Pro video blog…Produced by Philip Johnston DoP/Editor

work-in-3Da

Nothing exercises the mind more than delving into Motion 4 with a complex animation in mind. I needed to show fire exits from a building starting with the back of the building sweeping round to the front.

My main problem was lack of basic knowledge of how you should approach the 3D buildings. I thought you could just add various shapes to build up the scene then look at them from various angles. That approach does not work, Motion 4 needs you to apply rectangles, boxes all on the same plane otherwise you get a peeling apart effect as soon as you move away from your scene.

After pulling my hair out I emailed Mark Spencer of Ripple Training who looked at my first example and told me that all my rectangles were not on the same plane I did not understand at first then it clicked…everything must be at 90˚ to each other as shown below.

3D-diagram

Once you get your head round the 90˚ rule the rest is plane sailing…or not…as soon as you start to add lights to your project it starts to look sexy but sexy at the cost of rendering, without lights your 3D subject can take an hour or so…add three lights and you are looking at 3,4,5 hours or more. One initial project was taking so long that I abandoned it 6 hours later !

I am about to do some sexy 3D photo frames today I will post you the results once I have something worth showing. PS. Maths was one of my worst subjects at school and working with lots of rectangles in a 3D environment brings it all back…who said you don’t need maths once you leave school…me !!!

I want to thank Mark Spencer for his invaluable input.

author

Having been working in the video business since 1988 I have amassed a great amount of knowledge of both the kit and production values over the last 30 years.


• Aim of the task: The expected answer is the data below, printed verbatim without its pictures.

[Opening Entries provided section]

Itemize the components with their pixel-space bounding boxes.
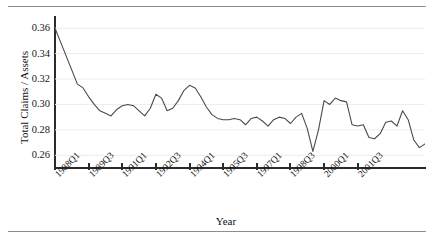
x-axis-tick-label: 1997Q1 [255,150,284,179]
x-axis-tick-label: 1998Q3 [288,150,317,179]
x-axis-title: Year [0,216,434,227]
x-axis-tick-label: 2000Q1 [322,150,351,179]
x-axis-title-text: Year [216,216,236,227]
x-axis-tick-label: 1988Q1 [53,150,82,179]
x-axis-tick-label: 1989Q3 [87,150,116,179]
x-axis-tick-label: 1992Q3 [154,150,183,179]
x-axis-ticks: 1988Q11989Q31991Q11992Q31994Q11995Q31997… [0,0,434,240]
x-axis-tick-label: 1995Q3 [221,150,250,179]
x-axis-tick-label: 2001Q3 [356,150,385,179]
x-axis-tick-label: 1991Q1 [120,150,149,179]
x-axis-tick-label: 1994Q1 [188,150,217,179]
chart-figure: Total Claims / Assets 0.260.280.300.320.… [0,0,434,240]
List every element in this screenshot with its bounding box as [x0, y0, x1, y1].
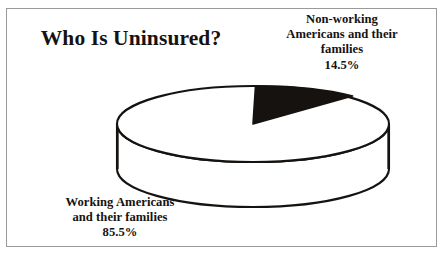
slice-label-working-line-2: and their families — [32, 210, 208, 225]
slice-label-nonworking-line-3: families — [262, 42, 422, 57]
slice-label-nonworking-line-2: Americans and their — [262, 27, 422, 42]
slice-label-nonworking-line-1: Non-working — [262, 12, 422, 27]
slice-label-nonworking: Non-working Americans and their families… — [262, 12, 422, 73]
slice-label-working-value: 85.5% — [32, 225, 208, 240]
chart-canvas: Who Is Uninsured? Non-working Americans … — [0, 0, 445, 257]
slice-label-working: Working Americans and their families 85.… — [32, 195, 208, 241]
page-title: Who Is Uninsured? — [26, 27, 236, 50]
slice-label-nonworking-value: 14.5% — [262, 58, 422, 73]
slice-label-working-line-1: Working Americans — [32, 195, 208, 210]
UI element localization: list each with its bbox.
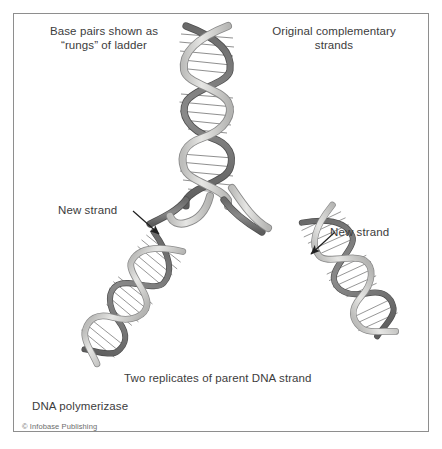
label-two-replicates: Two replicates of parent DNA strand — [124, 371, 324, 385]
dna-replication-figure: Base pairs shown as “rungs” of ladder Or… — [0, 0, 442, 449]
label-original-strands: Original complementary strands — [256, 24, 412, 52]
replication-fork — [150, 188, 268, 232]
label-new-strand-right: New strand — [330, 225, 420, 239]
label-new-strand-left: New strand — [58, 203, 148, 217]
daughter-helix-left — [70, 229, 187, 372]
label-base-pairs: Base pairs shown as “rungs” of ladder — [28, 24, 180, 52]
copyright-notice: © Infobase Publishing — [22, 422, 222, 431]
label-dna-polymerizase: DNA polymerizase — [32, 399, 192, 413]
parent-helix — [180, 26, 235, 206]
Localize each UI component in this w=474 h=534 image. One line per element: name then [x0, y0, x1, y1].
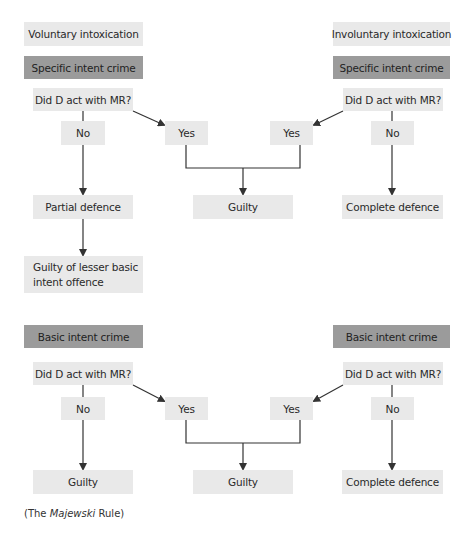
mr-question-top-left: Did D act with MR?: [33, 88, 133, 111]
mr-question-top-right: Did D act with MR?: [343, 88, 443, 111]
specific-intent-crime-left: Specific intent crime: [24, 56, 143, 79]
yes-top-left: Yes: [165, 121, 208, 145]
basic-intent-crime-right: Basic intent crime: [333, 325, 450, 348]
mr-question-bottom-left: Did D act with MR?: [33, 362, 133, 385]
mr-question-bottom-right: Did D act with MR?: [343, 362, 443, 385]
join-yes-bottom: [186, 420, 300, 443]
complete-defence-bottom: Complete defence: [342, 470, 443, 494]
guilty-lesser-offence: Guilty of lesser basic intent offence: [24, 256, 143, 293]
arrow-mr-left2-to-yes: [133, 385, 164, 401]
no-bottom-left: No: [61, 397, 105, 420]
guilty-bottom-left: Guilty: [33, 470, 133, 494]
yes-bottom-left: Yes: [165, 397, 208, 420]
caption: (The Majewski Rule): [24, 508, 124, 519]
no-top-left: No: [61, 121, 105, 145]
caption-case-name: Majewski: [50, 508, 96, 519]
guilty-bottom: Guilty: [193, 470, 293, 494]
involuntary-intoxication-label: Involuntary intoxication: [333, 22, 450, 46]
no-bottom-right: No: [371, 397, 414, 420]
arrow-mr-left-to-yes: [133, 111, 164, 125]
yes-bottom-right: Yes: [270, 397, 313, 420]
yes-top-right: Yes: [270, 121, 313, 145]
caption-suffix: Rule): [95, 508, 124, 519]
caption-prefix: (The: [24, 508, 50, 519]
arrow-mr-right2-to-yes: [314, 385, 343, 401]
arrow-mr-right-to-yes: [314, 111, 343, 125]
no-top-right: No: [371, 121, 414, 145]
voluntary-intoxication-label: Voluntary intoxication: [24, 22, 143, 46]
specific-intent-crime-right: Specific intent crime: [333, 56, 450, 79]
partial-defence: Partial defence: [33, 195, 133, 219]
complete-defence-top: Complete defence: [342, 195, 443, 219]
guilty-top: Guilty: [193, 195, 293, 219]
join-yes-top: [186, 145, 300, 168]
basic-intent-crime-left: Basic intent crime: [24, 325, 143, 348]
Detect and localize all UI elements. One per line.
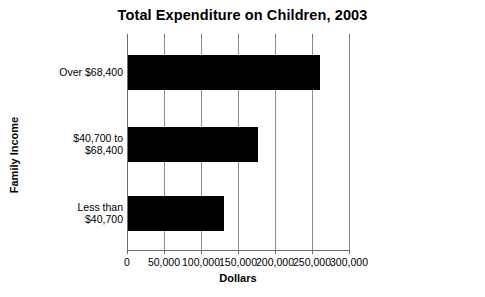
x-axis-tick-label: 250,000 [293, 256, 331, 268]
y-axis-category-label: Over $68,400 [59, 66, 123, 79]
x-axis-tick-top [201, 34, 202, 38]
plot-area [127, 38, 349, 250]
x-axis-tick [275, 250, 276, 254]
x-axis-tick-label: 0 [124, 256, 130, 268]
x-axis-tick [127, 250, 128, 254]
x-axis-tick-top [312, 34, 313, 38]
chart-title: Total Expenditure on Children, 2003 [0, 7, 485, 23]
x-axis-title: Dollars [127, 272, 349, 284]
x-axis-tick [164, 250, 165, 254]
y-axis-title: Family Income [8, 100, 22, 210]
x-axis-tick [349, 250, 350, 254]
y-axis-category-label: Less than $40,700 [77, 201, 123, 226]
x-axis-tick-top [349, 34, 350, 38]
x-axis-tick-top [164, 34, 165, 38]
x-axis-tick [312, 250, 313, 254]
gridline [349, 38, 350, 250]
x-axis-tick [201, 250, 202, 254]
x-axis-tick-top [127, 34, 128, 38]
x-axis-tick-label: 100,000 [182, 256, 220, 268]
y-axis-category-label: $40,700 to $68,400 [73, 132, 123, 157]
bar-chart: Total Expenditure on Children, 2003 Fami… [0, 0, 485, 297]
x-axis-tick-top [238, 34, 239, 38]
x-axis-tick-top [275, 34, 276, 38]
x-axis-tick [238, 250, 239, 254]
bar [128, 196, 224, 231]
x-axis-tick-label: 150,000 [219, 256, 257, 268]
bar [128, 127, 258, 162]
bar [128, 55, 320, 90]
x-axis-tick-label: 200,000 [256, 256, 294, 268]
x-axis-tick-label: 50,000 [148, 256, 180, 268]
x-axis-tick-label: 300,000 [330, 256, 368, 268]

[Closing Entries provided section]

• Expected answer:
Itemize the components with their pixel-space bounding boxes.
x-axis-tick-label: 1997Q1 [255,150,284,179]
x-axis-tick-label: 1998Q3 [288,150,317,179]
x-axis-title: Year [0,216,434,227]
x-axis-tick-label: 2000Q1 [322,150,351,179]
x-axis-title-text: Year [216,216,236,227]
x-axis-tick-label: 1988Q1 [53,150,82,179]
x-axis-tick-label: 1989Q3 [87,150,116,179]
x-axis-tick-label: 1992Q3 [154,150,183,179]
x-axis-ticks: 1988Q11989Q31991Q11992Q31994Q11995Q31997… [0,0,434,240]
x-axis-tick-label: 1995Q3 [221,150,250,179]
x-axis-tick-label: 2001Q3 [356,150,385,179]
x-axis-tick-label: 1991Q1 [120,150,149,179]
x-axis-tick-label: 1994Q1 [188,150,217,179]
chart-figure: Total Claims / Assets 0.260.280.300.320.… [0,0,434,240]
List every element in this screenshot with its bounding box as [x0, y0, x1, y1].
slice-label-working-line-2: and their families — [32, 210, 208, 225]
slice-label-nonworking-line-3: families — [262, 42, 422, 57]
slice-label-nonworking-line-2: Americans and their — [262, 27, 422, 42]
slice-label-nonworking-line-1: Non-working — [262, 12, 422, 27]
slice-label-nonworking: Non-working Americans and their families… — [262, 12, 422, 73]
slice-label-working-value: 85.5% — [32, 225, 208, 240]
chart-canvas: Who Is Uninsured? Non-working Americans … — [0, 0, 445, 257]
slice-label-working: Working Americans and their families 85.… — [32, 195, 208, 241]
page-title: Who Is Uninsured? — [26, 27, 236, 50]
slice-label-nonworking-value: 14.5% — [262, 58, 422, 73]
slice-label-working-line-1: Working Americans — [32, 195, 208, 210]
UI element localization: list each with its bbox.
label-two-replicates: Two replicates of parent DNA strand — [124, 371, 324, 385]
dna-replication-figure: Base pairs shown as “rungs” of ladder Or… — [0, 0, 442, 449]
label-original-strands: Original complementary strands — [256, 24, 412, 52]
replication-fork — [150, 188, 268, 232]
label-new-strand-right: New strand — [330, 225, 420, 239]
label-new-strand-left: New strand — [58, 203, 148, 217]
daughter-helix-left — [70, 229, 187, 372]
label-base-pairs: Base pairs shown as “rungs” of ladder — [28, 24, 180, 52]
copyright-notice: © Infobase Publishing — [22, 422, 222, 431]
label-dna-polymerizase: DNA polymerizase — [32, 399, 192, 413]
parent-helix — [180, 26, 235, 206]
Localize each UI component in this w=474 h=534 image. One line per element: name then [x0, y0, x1, y1].
mr-question-top-left: Did D act with MR?: [33, 88, 133, 111]
mr-question-top-right: Did D act with MR?: [343, 88, 443, 111]
specific-intent-crime-left: Specific intent crime: [24, 56, 143, 79]
yes-top-left: Yes: [165, 121, 208, 145]
basic-intent-crime-right: Basic intent crime: [333, 325, 450, 348]
mr-question-bottom-left: Did D act with MR?: [33, 362, 133, 385]
mr-question-bottom-right: Did D act with MR?: [343, 362, 443, 385]
join-yes-bottom: [186, 420, 300, 443]
complete-defence-bottom: Complete defence: [342, 470, 443, 494]
guilty-lesser-offence: Guilty of lesser basic intent offence: [24, 256, 143, 293]
arrow-mr-left2-to-yes: [133, 385, 164, 401]
no-bottom-left: No: [61, 397, 105, 420]
guilty-bottom-left: Guilty: [33, 470, 133, 494]
yes-bottom-left: Yes: [165, 397, 208, 420]
caption: (The Majewski Rule): [24, 508, 124, 519]
no-top-left: No: [61, 121, 105, 145]
caption-case-name: Majewski: [50, 508, 96, 519]
guilty-bottom: Guilty: [193, 470, 293, 494]
involuntary-intoxication-label: Involuntary intoxication: [333, 22, 450, 46]
no-bottom-right: No: [371, 397, 414, 420]
arrow-mr-left-to-yes: [133, 111, 164, 125]
yes-bottom-right: Yes: [270, 397, 313, 420]
yes-top-right: Yes: [270, 121, 313, 145]
caption-suffix: Rule): [95, 508, 124, 519]
caption-prefix: (The: [24, 508, 50, 519]
arrow-mr-right2-to-yes: [314, 385, 343, 401]
arrow-mr-right-to-yes: [314, 111, 343, 125]
no-top-right: No: [371, 121, 414, 145]
voluntary-intoxication-label: Voluntary intoxication: [24, 22, 143, 46]
specific-intent-crime-right: Specific intent crime: [333, 56, 450, 79]
partial-defence: Partial defence: [33, 195, 133, 219]
complete-defence-top: Complete defence: [342, 195, 443, 219]
guilty-top: Guilty: [193, 195, 293, 219]
join-yes-top: [186, 145, 300, 168]
basic-intent-crime-left: Basic intent crime: [24, 325, 143, 348]
Detect and localize all UI elements. One per line.
x-axis-tick-label: 250,000 [293, 256, 331, 268]
y-axis-category-label: Over $68,400 [59, 66, 123, 79]
x-axis-tick-top [201, 34, 202, 38]
plot-area [127, 38, 349, 250]
x-axis-tick [275, 250, 276, 254]
x-axis-tick-label: 0 [124, 256, 130, 268]
x-axis-tick [127, 250, 128, 254]
x-axis-tick-top [312, 34, 313, 38]
chart-title: Total Expenditure on Children, 2003 [0, 7, 485, 23]
x-axis-title: Dollars [127, 272, 349, 284]
x-axis-tick [164, 250, 165, 254]
y-axis-title: Family Income [8, 100, 22, 210]
x-axis-tick [349, 250, 350, 254]
y-axis-category-label: Less than $40,700 [77, 201, 123, 226]
x-axis-tick-top [349, 34, 350, 38]
x-axis-tick-top [164, 34, 165, 38]
x-axis-tick [312, 250, 313, 254]
gridline [349, 38, 350, 250]
x-axis-tick [201, 250, 202, 254]
x-axis-tick-top [127, 34, 128, 38]
x-axis-tick-label: 100,000 [182, 256, 220, 268]
y-axis-category-label: $40,700 to $68,400 [73, 132, 123, 157]
bar-chart: Total Expenditure on Children, 2003 Fami… [0, 0, 485, 297]
x-axis-tick-top [238, 34, 239, 38]
x-axis-tick-top [275, 34, 276, 38]
x-axis-tick [238, 250, 239, 254]
bar [128, 196, 224, 231]
x-axis-tick-label: 150,000 [219, 256, 257, 268]
bar [128, 127, 258, 162]
bar [128, 55, 320, 90]
x-axis-tick-label: 200,000 [256, 256, 294, 268]
x-axis-tick-label: 50,000 [148, 256, 180, 268]
x-axis-tick-label: 300,000 [330, 256, 368, 268]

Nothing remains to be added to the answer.